Illustration: Gabriella Turrisi/Axios
A federal appeals court partially blocked a Texas judge's decision halting the FDA's approval of the widely used abortion pill mifepristone in a decision late Wednesday.
The big picture: The 2-1 ruling by a three-judge panel on the conservative-leaning court means that, for now, mifepristone is still available in the U.S., but with several strict limitations.
- The Biden administration and the drug's manufacturer could appeal to the Supreme Court to have the lower court's ruling fully overturned.
- Mifepristone is part of a two-drug regimen used in medication abortion, which now accounts for 53% of abortions in the U.S., according to the Guttmacher Institute, a research organization that supports abortion rights.
Details: The New Orleans-based 5th U.S. Circuit Court of Appeals granted the Biden administration's request to hold part of the Texas judge's order blocking the Food and Drug Administration's approval of the pill, pending the outcome of the lawsuit challenging the FDA on this authority, which has been in place since 2000.
- However, changes the FDA made in 2016 lifting certain restrictions on mifepristone are now suspended under the appeals court ruling, so requirements that existed prior to that return — such as requiring the supervision of a qualified physician to obtain the pill.
- The judges also suspended the FDA's 2021 approval for the pills to be sent by mail.
Catch up fast: U.S. District Court Judge Matthew Kacsmaryk last week stayed the FDA's approval of mifepristone, in a widely criticized decision that used anti-abortion rhetoric to argue that medication abortion has a "negative impact" and that the agency's safety data on the pill is "potentially misleading."
- The Justice Department quickly appealed, calling Kacsmaryk's order "extraordinary and unprecedented."
- The Texas judge, the DOJ argued, "upended decades of reliance by blocking the FDA's approval of mifepristone … based on the court's own misguided assessment of the drug's safety."
By the numbers: Overall, 53% of U.S. adults say medication abortion should be legal in their state compared to 22% who say it should be illegal, according to a Pew Research Center survey conducted before the rulings were issued.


**Work to complete:**
Look through the records below, and whenever a line contains "List", copy it.

++++++++

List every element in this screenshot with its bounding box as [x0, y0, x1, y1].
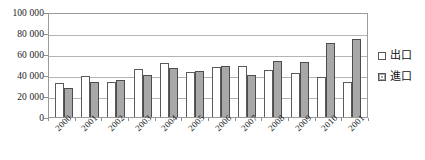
- y-axis-tick-label: 100 000: [12, 8, 44, 18]
- bar-import[interactable]: [169, 68, 178, 117]
- bar-export[interactable]: [107, 82, 116, 117]
- x-axis-labels: 2000200120022003200420052006200720082009…: [48, 118, 368, 160]
- bar-chart: 100 00080 00060 00040 00020 0000 2000200…: [0, 0, 425, 160]
- bar-group: [234, 14, 260, 117]
- bar-group: [287, 14, 313, 117]
- legend-item-import[interactable]: 進口: [378, 71, 424, 83]
- bar-export[interactable]: [134, 69, 143, 117]
- bar-export[interactable]: [238, 66, 247, 117]
- bar-export[interactable]: [317, 77, 326, 117]
- filled-square-icon: [378, 73, 386, 81]
- bar-export[interactable]: [264, 70, 273, 117]
- bar-import[interactable]: [195, 71, 204, 117]
- bar-export[interactable]: [343, 82, 352, 117]
- legend-label-export: 出口: [390, 50, 412, 62]
- bar-import[interactable]: [300, 62, 309, 117]
- chart-legend: 出口 進口: [378, 50, 424, 92]
- bar-group: [77, 14, 103, 117]
- bar-export[interactable]: [212, 67, 221, 117]
- bar-export[interactable]: [186, 72, 195, 117]
- bar-import[interactable]: [326, 43, 335, 117]
- bar-group: [339, 14, 365, 117]
- bar-group: [260, 14, 286, 117]
- bar-import[interactable]: [273, 61, 282, 117]
- bar-group: [313, 14, 339, 117]
- bar-import[interactable]: [247, 75, 256, 118]
- bar-group: [208, 14, 234, 117]
- bar-import[interactable]: [116, 80, 125, 117]
- y-axis-tick-label: 40 000: [17, 71, 44, 81]
- bar-group: [156, 14, 182, 117]
- x-axis-tick: [368, 118, 369, 121]
- y-axis-tick-label: 20 000: [17, 92, 44, 102]
- bar-export[interactable]: [291, 73, 300, 117]
- hollow-square-icon: [378, 52, 386, 60]
- y-axis-tick-label: 60 000: [17, 50, 44, 60]
- bar-groups: [49, 14, 367, 117]
- bar-import[interactable]: [221, 66, 230, 117]
- bar-group: [103, 14, 129, 117]
- bar-group: [51, 14, 77, 117]
- bar-group: [182, 14, 208, 117]
- plot-area: [48, 13, 368, 118]
- legend-item-export[interactable]: 出口: [378, 50, 424, 62]
- bar-export[interactable]: [81, 76, 90, 118]
- bar-export[interactable]: [160, 63, 169, 117]
- bar-import[interactable]: [352, 39, 361, 117]
- bar-import[interactable]: [143, 75, 152, 117]
- bar-group: [130, 14, 156, 117]
- bar-export[interactable]: [55, 83, 64, 117]
- legend-label-import: 進口: [390, 71, 412, 83]
- y-axis-tick-label: 80 000: [17, 29, 44, 39]
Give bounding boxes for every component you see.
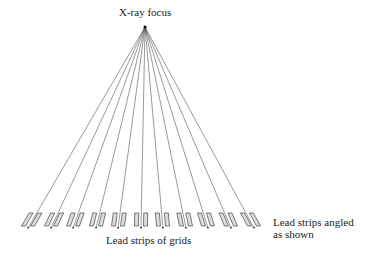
- lead-strip: [135, 213, 139, 226]
- x-ray-beam-line: [145, 27, 208, 228]
- lead-strip: [206, 213, 214, 226]
- angled-label-line-2: as shown: [273, 228, 354, 240]
- lead-strips-angled-label: Lead strips angled as shown: [273, 216, 354, 240]
- lead-strip: [67, 213, 76, 226]
- lead-strip: [144, 213, 148, 226]
- x-ray-focus-label: X-ray focus: [119, 6, 171, 18]
- lead-strip: [186, 213, 193, 226]
- lead-strip: [121, 213, 127, 226]
- angled-label-line-1: Lead strips angled: [273, 216, 354, 228]
- x-ray-beam-line: [96, 27, 145, 228]
- x-ray-beam-line: [141, 27, 145, 228]
- lead-strip: [240, 213, 251, 226]
- x-ray-beams: [28, 27, 254, 228]
- x-ray-beam-line: [145, 27, 163, 228]
- lead-strip: [90, 213, 97, 226]
- x-ray-beam-line: [73, 27, 145, 228]
- x-ray-beam-line: [145, 27, 254, 228]
- lead-strip: [164, 213, 169, 226]
- lead-strip: [99, 213, 106, 226]
- lead-strip: [76, 213, 85, 226]
- lead-strip: [177, 213, 184, 226]
- x-ray-beam-line: [145, 27, 231, 228]
- x-ray-beam-line: [28, 27, 145, 228]
- lead-strip: [249, 213, 260, 226]
- x-ray-beam-line: [51, 27, 145, 228]
- lead-strip: [112, 213, 118, 226]
- x-ray-focus-point: [144, 26, 147, 29]
- lead-strip: [155, 213, 160, 226]
- lead-strips-grid-label: Lead strips of grids: [106, 234, 191, 246]
- lead-strip: [197, 213, 205, 226]
- x-ray-beam-line: [145, 27, 186, 228]
- x-ray-beam-line: [118, 27, 145, 228]
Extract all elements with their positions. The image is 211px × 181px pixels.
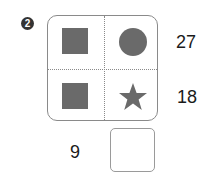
circle-icon	[119, 28, 147, 56]
row-total-1: 27	[176, 32, 196, 53]
square-icon	[62, 83, 88, 109]
square-icon	[62, 28, 88, 54]
vertical-divider	[104, 16, 105, 120]
horizontal-divider	[48, 69, 157, 70]
problem-number-badge: 2	[21, 17, 34, 30]
star-icon	[118, 82, 148, 111]
shape-grid	[47, 15, 158, 121]
answer-box[interactable]	[110, 128, 155, 172]
row-total-2: 18	[177, 87, 197, 108]
column-total-1: 9	[70, 142, 80, 163]
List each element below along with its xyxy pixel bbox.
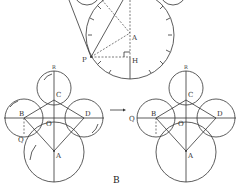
point-A [185, 150, 187, 152]
label-D: D [217, 110, 223, 118]
dashed-line-to-A [102, 0, 130, 33]
label-H: H [132, 57, 138, 65]
label-Q: Q [18, 136, 24, 144]
label-C: C [188, 91, 193, 99]
label-Q: Q [129, 115, 135, 123]
geometry-figure: A P H R C B O D Q A [0, 0, 238, 183]
figure-caption: B [113, 175, 120, 183]
label-A: A [187, 152, 194, 160]
label-C: C [56, 91, 61, 99]
rotation-arrow-A [30, 145, 36, 160]
left-diagram: R C B O D Q A [4, 64, 104, 182]
transition-arrow [110, 109, 126, 112]
right-diagram: R C B O D Q A [129, 64, 236, 182]
top-left-small-circle [74, 0, 100, 5]
label-P: P [82, 56, 87, 64]
label-R: R [184, 64, 188, 70]
label-O: O [178, 120, 184, 128]
label-O: O [46, 120, 52, 128]
label-R: R [52, 64, 56, 70]
chord-line [91, 0, 123, 57]
label-A: A [131, 34, 138, 42]
label-B: B [19, 110, 24, 118]
right-angle-mark [124, 52, 130, 57]
rotation-arrow-C [44, 74, 52, 80]
point-A [53, 150, 55, 152]
point-P [90, 56, 92, 58]
label-D: D [85, 110, 91, 118]
top-right-small-circle [160, 0, 186, 5]
label-B: B [151, 110, 156, 118]
label-A: A [55, 152, 62, 160]
top-diagram: A P H [69, 0, 186, 79]
tangent-line [69, 0, 91, 57]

++++++++

**Exercise output:**
List every element in this screenshot with its bounding box as [x0, y0, x1, y1].
List each element below along with its xyxy pixel bbox.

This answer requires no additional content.